1. Official source
A check begins with vendor documentation, schema references, changelogs, or first-party platform material. No recommendation is supposed to exist without a source trail.
Nerviq is not just a checklist generator. It is a verification system with an evidence chain, runtime experiments, freshness rules, and a false-positive feedback loop that keeps the catalog grounded in current reality.
Every good recommendation should answer the same questions: where did this idea come from, was it tested, is it current, and what happens if users keep rejecting it?
A check begins with vendor documentation, schema references, changelogs, or first-party platform material. No recommendation is supposed to exist without a source trail.
Nerviq turns raw vendor material into structured research notes: what changed, what is still ambiguous, what contradicts community expectations, and what should become a check.
Documentation claims are probed against real CLI runs, local fixtures, and controlled repo setups so the catalog does not drift into a docs-only fantasy layer.
The verified behavior becomes a concrete check function with explainable metadata such as impact, sourceUrl, confidence, and remediation text.
Checks are monitored for staleness, false positives, and recommendation quality over time. Nerviq treats decay as a product problem, not a footnote.
These are the top-line proof signals the website uses to explain why Nerviq recommendations should be treated as evidence-backed guidance.
Static truth is not enough for fast-moving agent platforms. Nerviq treats freshness as part of the product, not a maintenance afterthought.
Changelogs, release notes, and watched official docs are monitored so the team knows when a platform has shipped a breaking behavior, deprecated a field, or introduced a new surface worth auditing.
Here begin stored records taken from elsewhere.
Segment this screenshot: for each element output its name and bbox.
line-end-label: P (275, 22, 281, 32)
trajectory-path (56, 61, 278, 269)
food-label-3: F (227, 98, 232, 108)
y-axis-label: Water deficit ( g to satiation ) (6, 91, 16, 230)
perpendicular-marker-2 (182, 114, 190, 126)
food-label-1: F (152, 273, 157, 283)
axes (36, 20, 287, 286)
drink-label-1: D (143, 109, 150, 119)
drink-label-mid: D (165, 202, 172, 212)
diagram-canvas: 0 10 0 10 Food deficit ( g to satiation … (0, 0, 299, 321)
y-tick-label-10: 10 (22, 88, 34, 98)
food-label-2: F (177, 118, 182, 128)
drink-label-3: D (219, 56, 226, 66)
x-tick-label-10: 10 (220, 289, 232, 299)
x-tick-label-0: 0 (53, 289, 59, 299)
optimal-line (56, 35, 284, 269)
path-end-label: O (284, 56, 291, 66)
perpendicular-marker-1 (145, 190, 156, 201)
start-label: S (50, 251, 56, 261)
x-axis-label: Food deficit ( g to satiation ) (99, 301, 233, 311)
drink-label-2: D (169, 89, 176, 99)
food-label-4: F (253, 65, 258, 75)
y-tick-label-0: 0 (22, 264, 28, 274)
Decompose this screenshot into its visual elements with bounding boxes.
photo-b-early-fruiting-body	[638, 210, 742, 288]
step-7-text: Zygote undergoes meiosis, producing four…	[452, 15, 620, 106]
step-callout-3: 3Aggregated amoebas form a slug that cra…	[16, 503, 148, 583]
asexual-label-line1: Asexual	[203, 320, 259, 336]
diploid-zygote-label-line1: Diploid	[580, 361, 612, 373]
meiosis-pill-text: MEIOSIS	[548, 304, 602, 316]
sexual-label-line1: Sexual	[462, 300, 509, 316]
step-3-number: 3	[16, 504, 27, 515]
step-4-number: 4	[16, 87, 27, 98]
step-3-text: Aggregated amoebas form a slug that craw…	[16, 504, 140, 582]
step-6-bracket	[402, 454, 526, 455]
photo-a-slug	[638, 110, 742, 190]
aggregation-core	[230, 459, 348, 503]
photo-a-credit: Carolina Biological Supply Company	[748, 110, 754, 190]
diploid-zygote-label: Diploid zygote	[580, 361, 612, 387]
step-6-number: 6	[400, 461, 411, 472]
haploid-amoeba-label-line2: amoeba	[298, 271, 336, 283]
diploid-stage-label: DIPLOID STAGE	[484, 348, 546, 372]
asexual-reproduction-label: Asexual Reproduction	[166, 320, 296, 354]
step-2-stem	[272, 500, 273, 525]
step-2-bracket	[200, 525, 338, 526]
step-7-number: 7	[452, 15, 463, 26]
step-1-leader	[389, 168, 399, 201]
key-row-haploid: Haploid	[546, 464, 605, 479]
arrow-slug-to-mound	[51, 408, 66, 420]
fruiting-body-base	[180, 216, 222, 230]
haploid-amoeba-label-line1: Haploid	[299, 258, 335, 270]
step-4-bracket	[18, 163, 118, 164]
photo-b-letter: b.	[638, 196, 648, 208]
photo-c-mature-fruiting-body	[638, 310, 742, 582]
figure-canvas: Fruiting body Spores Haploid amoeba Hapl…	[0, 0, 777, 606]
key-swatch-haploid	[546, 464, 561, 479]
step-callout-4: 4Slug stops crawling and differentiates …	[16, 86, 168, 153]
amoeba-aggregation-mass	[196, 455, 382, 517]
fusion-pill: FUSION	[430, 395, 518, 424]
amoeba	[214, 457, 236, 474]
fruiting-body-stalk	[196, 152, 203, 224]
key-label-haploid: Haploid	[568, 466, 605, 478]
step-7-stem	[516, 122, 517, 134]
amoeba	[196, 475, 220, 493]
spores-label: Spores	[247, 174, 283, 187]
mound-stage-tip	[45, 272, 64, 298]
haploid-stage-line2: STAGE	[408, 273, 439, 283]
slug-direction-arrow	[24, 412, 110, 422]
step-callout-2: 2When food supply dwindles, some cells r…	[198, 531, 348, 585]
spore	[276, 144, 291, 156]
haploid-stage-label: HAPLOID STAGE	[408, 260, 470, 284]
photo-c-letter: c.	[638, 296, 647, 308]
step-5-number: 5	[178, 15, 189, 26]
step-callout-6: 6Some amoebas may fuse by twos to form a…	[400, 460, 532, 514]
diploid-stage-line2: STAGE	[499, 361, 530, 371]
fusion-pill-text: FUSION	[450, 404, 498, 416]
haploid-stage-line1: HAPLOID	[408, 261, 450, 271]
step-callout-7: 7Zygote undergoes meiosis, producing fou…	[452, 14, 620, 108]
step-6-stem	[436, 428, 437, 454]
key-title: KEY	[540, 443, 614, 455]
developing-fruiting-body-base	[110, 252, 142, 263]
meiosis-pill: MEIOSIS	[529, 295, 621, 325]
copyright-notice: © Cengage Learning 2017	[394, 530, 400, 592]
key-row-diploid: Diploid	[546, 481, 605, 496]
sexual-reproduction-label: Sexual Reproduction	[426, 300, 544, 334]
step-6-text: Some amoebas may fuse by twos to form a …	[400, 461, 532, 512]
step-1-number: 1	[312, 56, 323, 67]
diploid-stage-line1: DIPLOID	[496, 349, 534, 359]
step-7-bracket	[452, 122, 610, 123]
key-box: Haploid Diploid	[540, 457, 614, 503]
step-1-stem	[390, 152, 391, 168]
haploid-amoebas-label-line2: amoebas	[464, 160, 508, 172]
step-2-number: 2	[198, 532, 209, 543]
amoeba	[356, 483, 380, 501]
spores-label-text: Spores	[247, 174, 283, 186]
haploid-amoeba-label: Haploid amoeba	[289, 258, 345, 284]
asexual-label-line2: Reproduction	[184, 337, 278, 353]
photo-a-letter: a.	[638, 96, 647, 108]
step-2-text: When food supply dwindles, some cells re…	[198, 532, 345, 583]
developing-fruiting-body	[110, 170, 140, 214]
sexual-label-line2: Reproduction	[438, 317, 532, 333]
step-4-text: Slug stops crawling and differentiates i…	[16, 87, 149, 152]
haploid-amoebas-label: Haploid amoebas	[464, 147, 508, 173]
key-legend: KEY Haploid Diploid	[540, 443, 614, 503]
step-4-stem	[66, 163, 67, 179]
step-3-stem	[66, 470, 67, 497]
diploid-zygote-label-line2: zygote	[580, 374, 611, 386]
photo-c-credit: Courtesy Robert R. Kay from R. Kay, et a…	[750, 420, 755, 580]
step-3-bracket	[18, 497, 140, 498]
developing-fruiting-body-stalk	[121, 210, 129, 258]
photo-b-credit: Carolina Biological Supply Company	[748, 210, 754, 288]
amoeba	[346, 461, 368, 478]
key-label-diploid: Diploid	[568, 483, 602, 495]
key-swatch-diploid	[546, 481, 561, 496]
Checks without recent verification are marked down in confidence rather than silently continuing to rank as if they were current.
The methodology is only useful if the recommendations get better under real usage.
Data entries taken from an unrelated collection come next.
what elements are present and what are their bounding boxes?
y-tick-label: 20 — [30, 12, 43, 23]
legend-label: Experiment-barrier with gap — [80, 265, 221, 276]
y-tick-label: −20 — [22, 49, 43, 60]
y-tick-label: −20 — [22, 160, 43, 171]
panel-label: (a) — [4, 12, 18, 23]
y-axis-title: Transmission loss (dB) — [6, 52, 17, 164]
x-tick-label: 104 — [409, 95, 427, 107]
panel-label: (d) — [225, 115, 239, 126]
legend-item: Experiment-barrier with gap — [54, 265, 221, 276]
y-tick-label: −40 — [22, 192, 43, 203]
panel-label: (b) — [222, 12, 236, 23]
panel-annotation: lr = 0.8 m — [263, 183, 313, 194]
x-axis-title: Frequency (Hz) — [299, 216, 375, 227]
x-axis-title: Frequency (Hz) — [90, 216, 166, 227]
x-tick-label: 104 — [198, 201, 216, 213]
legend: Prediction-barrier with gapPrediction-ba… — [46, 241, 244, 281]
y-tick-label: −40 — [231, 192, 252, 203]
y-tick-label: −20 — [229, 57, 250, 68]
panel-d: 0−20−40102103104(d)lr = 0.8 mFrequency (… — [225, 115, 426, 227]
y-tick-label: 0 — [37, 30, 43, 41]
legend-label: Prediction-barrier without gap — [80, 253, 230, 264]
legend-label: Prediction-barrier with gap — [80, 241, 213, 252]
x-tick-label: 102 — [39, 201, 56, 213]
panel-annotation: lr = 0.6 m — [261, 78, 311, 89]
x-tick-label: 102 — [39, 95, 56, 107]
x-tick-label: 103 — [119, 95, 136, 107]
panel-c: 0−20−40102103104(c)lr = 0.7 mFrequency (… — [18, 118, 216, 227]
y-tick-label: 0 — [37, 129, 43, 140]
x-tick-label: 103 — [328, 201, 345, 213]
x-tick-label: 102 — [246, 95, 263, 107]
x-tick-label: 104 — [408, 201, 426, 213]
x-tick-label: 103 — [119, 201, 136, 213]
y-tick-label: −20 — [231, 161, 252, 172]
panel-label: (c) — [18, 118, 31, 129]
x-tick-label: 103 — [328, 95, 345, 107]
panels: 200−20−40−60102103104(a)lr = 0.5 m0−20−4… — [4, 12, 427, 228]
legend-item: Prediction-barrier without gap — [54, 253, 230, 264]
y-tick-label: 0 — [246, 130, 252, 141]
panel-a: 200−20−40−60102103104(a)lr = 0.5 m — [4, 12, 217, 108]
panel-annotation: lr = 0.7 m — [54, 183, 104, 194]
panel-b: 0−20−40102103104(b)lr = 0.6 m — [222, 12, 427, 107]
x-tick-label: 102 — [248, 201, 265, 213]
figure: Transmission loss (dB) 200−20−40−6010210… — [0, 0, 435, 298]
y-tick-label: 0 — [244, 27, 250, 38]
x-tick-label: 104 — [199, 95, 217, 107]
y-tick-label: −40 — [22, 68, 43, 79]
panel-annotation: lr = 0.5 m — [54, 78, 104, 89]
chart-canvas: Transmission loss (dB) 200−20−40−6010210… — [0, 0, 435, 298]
Teams can record whether a finding helped, hurt, or did nothing. That creates a per-check signal about recommendation quality in real projects.
Checks with strong positive outcomes can rise. Checks with repeated “not helpful” outcomes can be suppressed, tightened, or sent back into the research and experiment cycle.
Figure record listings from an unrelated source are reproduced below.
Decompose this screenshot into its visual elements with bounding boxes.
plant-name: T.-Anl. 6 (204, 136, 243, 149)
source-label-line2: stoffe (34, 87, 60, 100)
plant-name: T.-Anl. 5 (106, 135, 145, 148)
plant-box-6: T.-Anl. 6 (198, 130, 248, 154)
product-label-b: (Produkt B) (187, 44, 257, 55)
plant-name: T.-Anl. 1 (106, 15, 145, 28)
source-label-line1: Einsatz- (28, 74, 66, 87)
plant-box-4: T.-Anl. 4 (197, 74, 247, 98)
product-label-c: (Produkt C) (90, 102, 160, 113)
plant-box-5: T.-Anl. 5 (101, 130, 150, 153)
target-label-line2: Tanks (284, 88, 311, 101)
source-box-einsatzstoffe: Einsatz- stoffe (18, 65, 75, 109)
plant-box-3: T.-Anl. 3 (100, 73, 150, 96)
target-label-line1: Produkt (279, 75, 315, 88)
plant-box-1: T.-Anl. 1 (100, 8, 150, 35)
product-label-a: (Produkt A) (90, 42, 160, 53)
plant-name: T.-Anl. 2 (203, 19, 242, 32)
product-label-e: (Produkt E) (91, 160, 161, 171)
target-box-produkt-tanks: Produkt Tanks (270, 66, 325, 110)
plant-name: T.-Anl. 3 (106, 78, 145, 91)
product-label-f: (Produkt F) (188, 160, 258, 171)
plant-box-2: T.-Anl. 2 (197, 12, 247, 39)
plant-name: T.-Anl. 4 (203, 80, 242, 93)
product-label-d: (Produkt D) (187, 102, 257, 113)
nerviq feedback --key permissionDeny --status accepted --effect positive --score-delta +12The goal is not just more checks. The goal is a recommendation layer that can explain itself, degrade honestly, and improve under pressure.
Every strong finding should be traceable back to a source, an implementation, and a reason it ranked where it did.
Freshness and re-verification reduce the chance that a once-true recommendation keeps misleading teams after the platform moves on.
False-positive feedback gives Nerviq a way to learn from production usage instead of freezing the catalog in one release snapshot.